In this post, we will see Assignment Statements | PPL | Sebesta | Expressions and Assignment Statements | assignment statements, ppl, sebesta, expressions and assignment statements
6. Assignment Statements
Simple Assignments
i. Nearly all programming
languages currently being used use the equal sign for the assignment
operator.
ii. ALGOL 60 and Ada makes
use of := as the assignment operator.
iii. In some languages, such
as Fortran and Ada, an assignment can appear only as a stand-alone statement,
and the destination is restricted to a single variable.
Conditional Targets
Perl allows conditional targets on assignment statements.
For example, consider
($flag ? $count1 : $count2) =
0;
which is equivalent to
if ($flag) {
$count1 = 0;
}
else {
$count2 = 0;
}
Compound Assignment
Operators
The form of assignment that can be abbreviated
with this technique has the destination variable also appearing as the first
operand in the expression on the right side, as in
a = a + b
By Compound Assignment Operator, above statement
is written as follows:
a+=b
It is provided by ALGOL 68, C-based languages, Perl,
JavaScript, Python, and Ruby.
Unary Assignment
Operators
The C-based languages, Perl, and JavaScript include two
special unary arithmetic operators that are actually abbreviated
assignments. They combine increment and decrement operations with assignment.

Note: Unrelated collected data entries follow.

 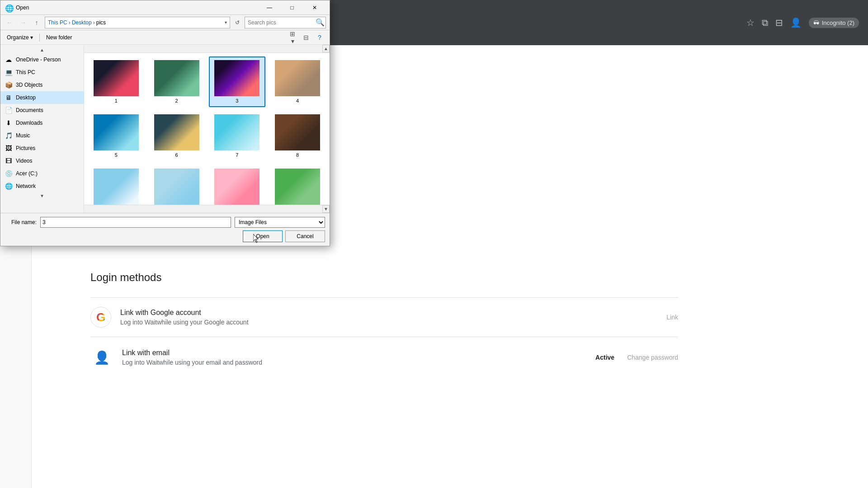 I want to click on nav-item-pictures: 🖼 Pictures, so click(x=42, y=148).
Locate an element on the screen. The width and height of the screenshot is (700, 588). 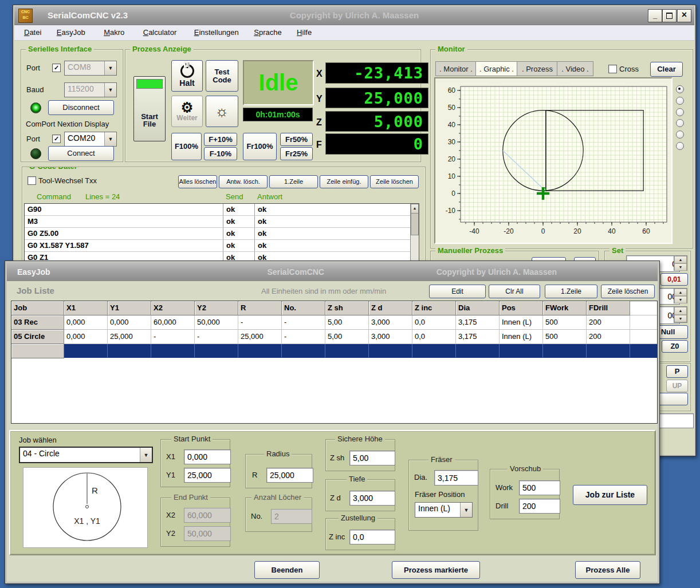
y2-field: 50,000 is located at coordinates (207, 534).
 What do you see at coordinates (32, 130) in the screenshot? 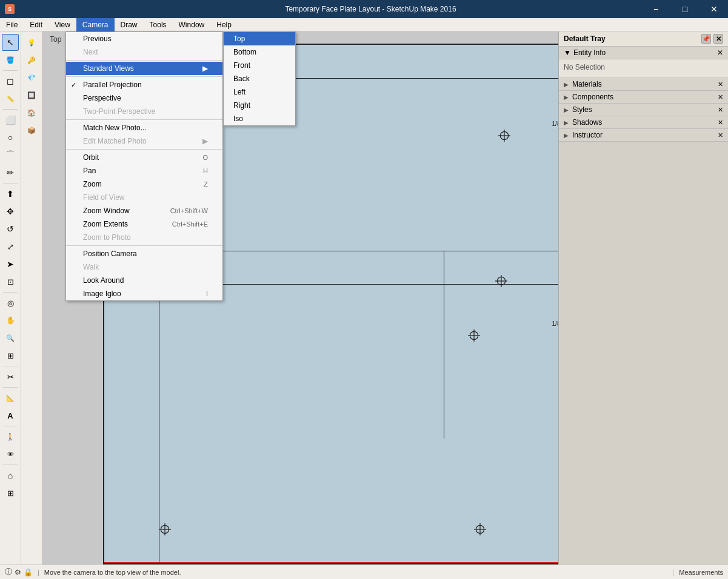
I see `secondary-btn-6: 📦` at bounding box center [32, 130].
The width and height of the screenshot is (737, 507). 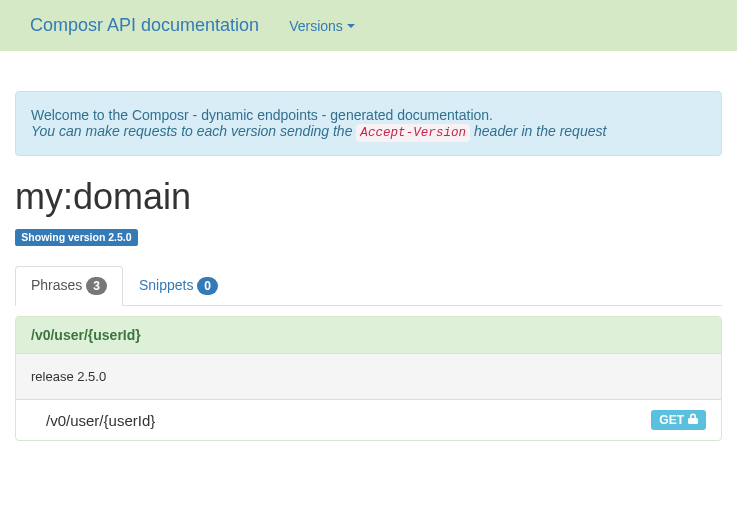 What do you see at coordinates (693, 420) in the screenshot?
I see `lock-icon` at bounding box center [693, 420].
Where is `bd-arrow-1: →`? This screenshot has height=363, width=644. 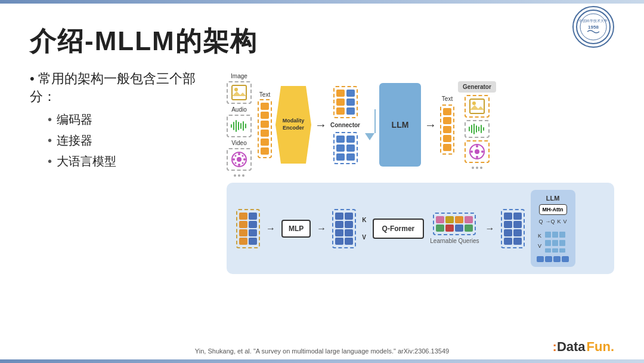 bd-arrow-1: → is located at coordinates (271, 229).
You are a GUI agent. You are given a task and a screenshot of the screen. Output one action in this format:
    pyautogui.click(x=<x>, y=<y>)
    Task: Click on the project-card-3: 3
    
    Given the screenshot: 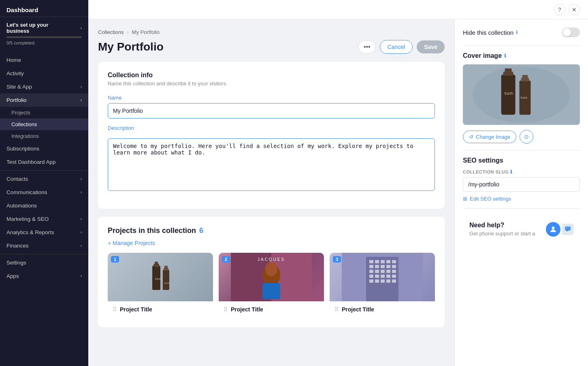 What is the action you would take?
    pyautogui.click(x=382, y=285)
    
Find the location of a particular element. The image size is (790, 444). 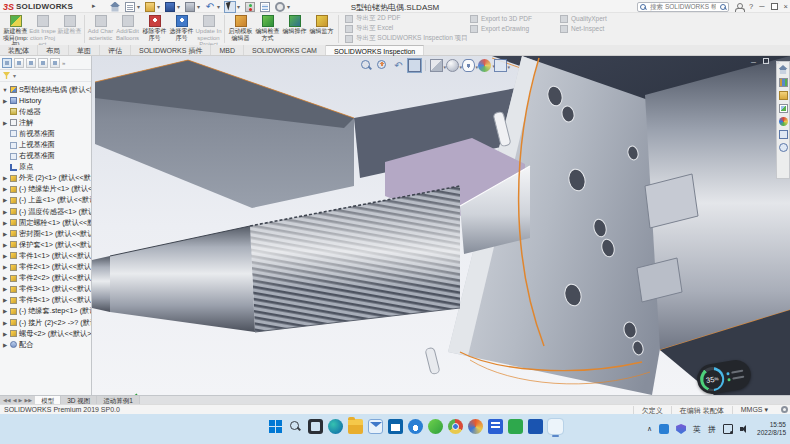

chrome-icon is located at coordinates (456, 426).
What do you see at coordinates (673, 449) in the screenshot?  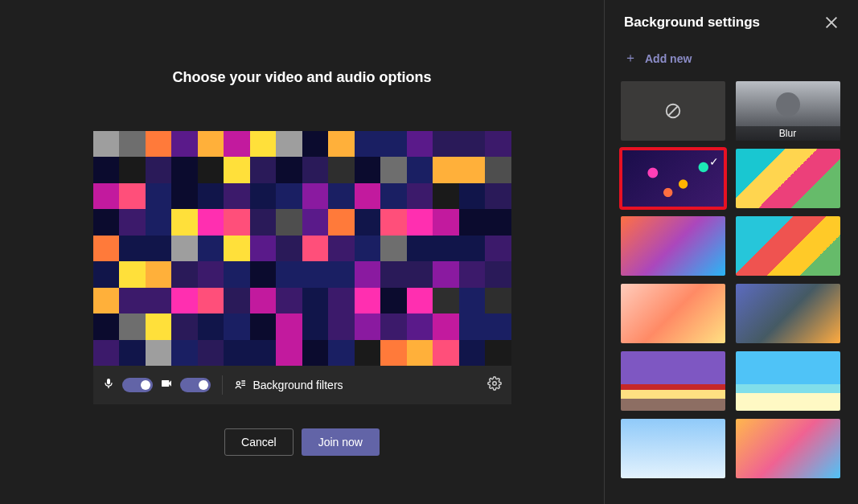 I see `background-tile-sky` at bounding box center [673, 449].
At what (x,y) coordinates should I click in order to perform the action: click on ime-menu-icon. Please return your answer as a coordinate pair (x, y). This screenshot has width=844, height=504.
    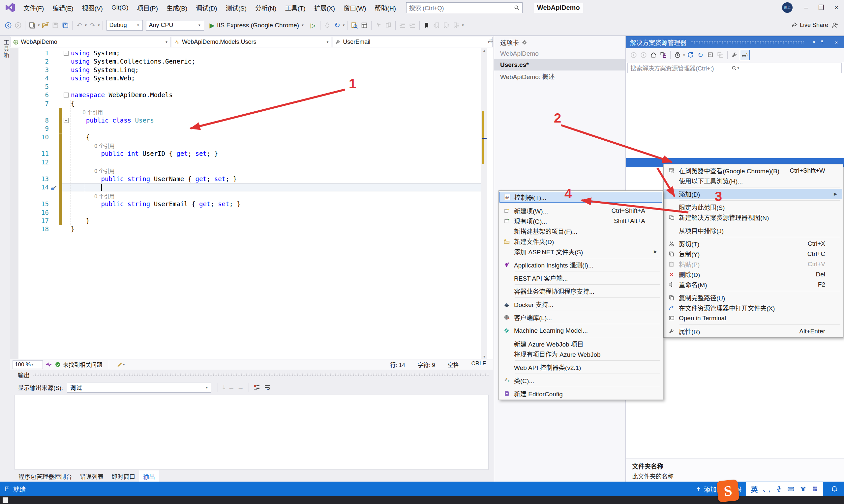
    Looking at the image, I should click on (815, 489).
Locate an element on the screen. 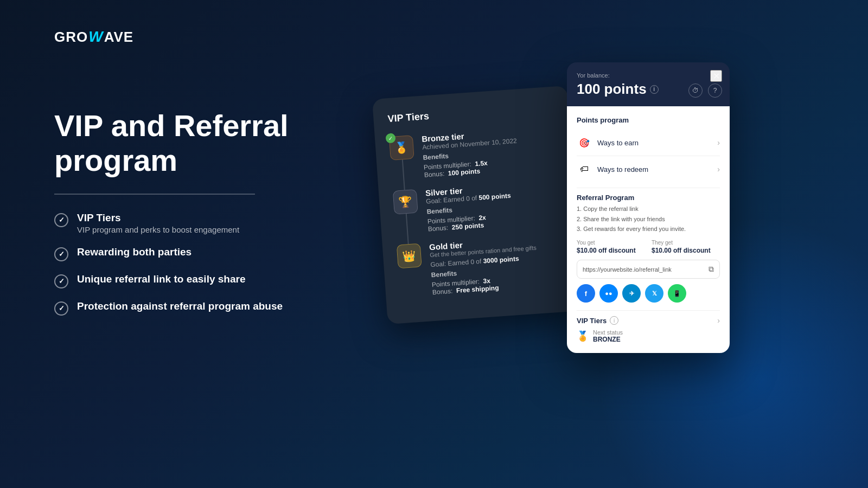  facebook-share-button: f is located at coordinates (586, 293).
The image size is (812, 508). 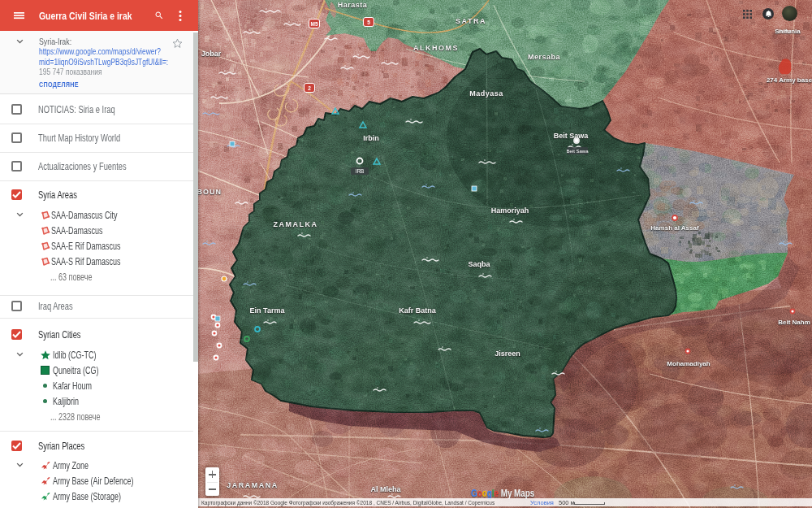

In the assignment statement
sum = ++ count;
It is similar to
count = count + 1;
sum = count;
If the same operator is used as a postfix operator, as
in
sum = count ++;
It is similar to
sum = count;
count = count + 1;
count ++
It is similar to
count=count+1
When two unary operators apply to the same operand,
the association is right to left. For example, in
- count ++
count is first incremented and then negated. So, it is
equivalent to
- (count ++)
Assignment as an
Expression
Expression is evaluated and then it is assigned.
e.g.
1. while ((ch = getchar()) !=
EOF) { ... }
2. a = b + (c = d / b) - 1
Multiple Assignments
Some programming languages like Perl, Ruby, and Lua
supports multiple-target, multiple-source assignment statements.
For example, in Perl one can
write
($first, $second, $third) = (20, 40, 60);
Here, $first is assigned 20,
$second is assigned 40 and $third is assigned 60.